Massive SIR Deletions: Over 90 lakh names, or 11.85% of the pre-SIR Bengal electorate, have been deleted from the electoral rolls, The Telegraph reports. In seven districts that have considerable Muslim presence, 17,10,764 names have been deleted following adjudication. North 24-Parganas and Nadia which hold substantial Matua (scheduled caste migrants from Bangladesh), too have seen massive deletions, leading to allegations of discrimination.
Reservation Bills: In a special parliament session starting April 16, the government will introduce draft bills for amendments to women’s reservation laws. This will make way for the implementation of the 33% reservation for women in the Parliament from 2029. It will increase the number of seats from 543 to 816 with 273 seats reserved for women. But this requires the delimitation exercise to be completed on the basis of the 2027 census, as the opposition has pointed out.
Electoral Patriarchy: In the US, where the discourse in the ultraconservative quarters is increasingly sounding like something out of The Handmaiden’s Tale, the latest buzz is that women should give up their right to vote, reports the New York Times. The household vote should be entirely ceded to the husband, this lot says, and unmarried women should ideally be represented by fathers, brothers and uncles. The problems, they say, are two fold – one women’s suffrage “divides” families and two, that women’s “natural tenderness” would make them susceptible, heaven forbid, to supporting liberal policies.
Mano In Africa: Guardian reports that manosphere, having taken wings in Europe and the US, is now spreading fast across Africa. “The ideas that shape the manosphere are linked to those of men’s rights organisations like Maendeleo ya Wanaume. Its big argument was that men and boys were being left behind as a result of all of the investments that had been made around girls’ and women’s rights,” says Awino Okech, a professor of feminist and security studies at Soas University of London. The conversations in this sphere are standardly and uniformly nauseating.
Anti Auntie: There was a time when being called “auntie” was considered ageist, lookist and sexist.

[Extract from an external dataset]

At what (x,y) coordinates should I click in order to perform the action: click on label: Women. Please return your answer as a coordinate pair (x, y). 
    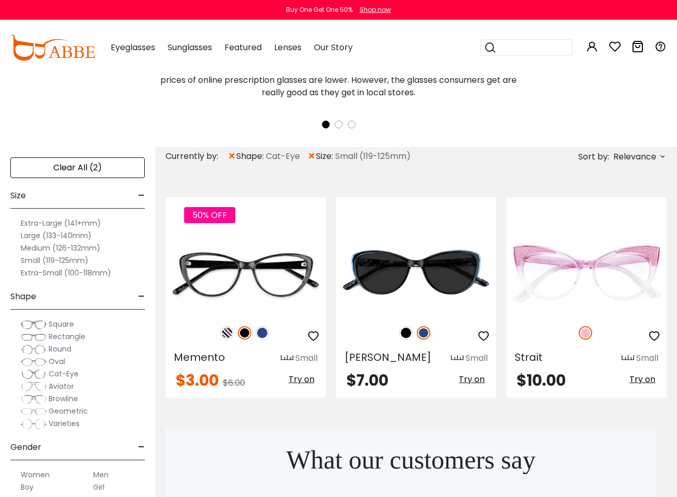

Then auntie-hood was reclaimed because it represents the woman who doesn’t care how she looked or what she wore and most importantly, spoke her mind bluntly. Last week, however, an employment tribunal in the UK ruled in favour of NHS worker Ilda Esteves who alleged that she was subjected to harassment from coworker Charles Oppong who repeatedly called her “auntie”. He claimed it was a term of respect but she countered that she asked him to stop but he did not. He also apparently suggested that an older colleague would be a “good match” for her.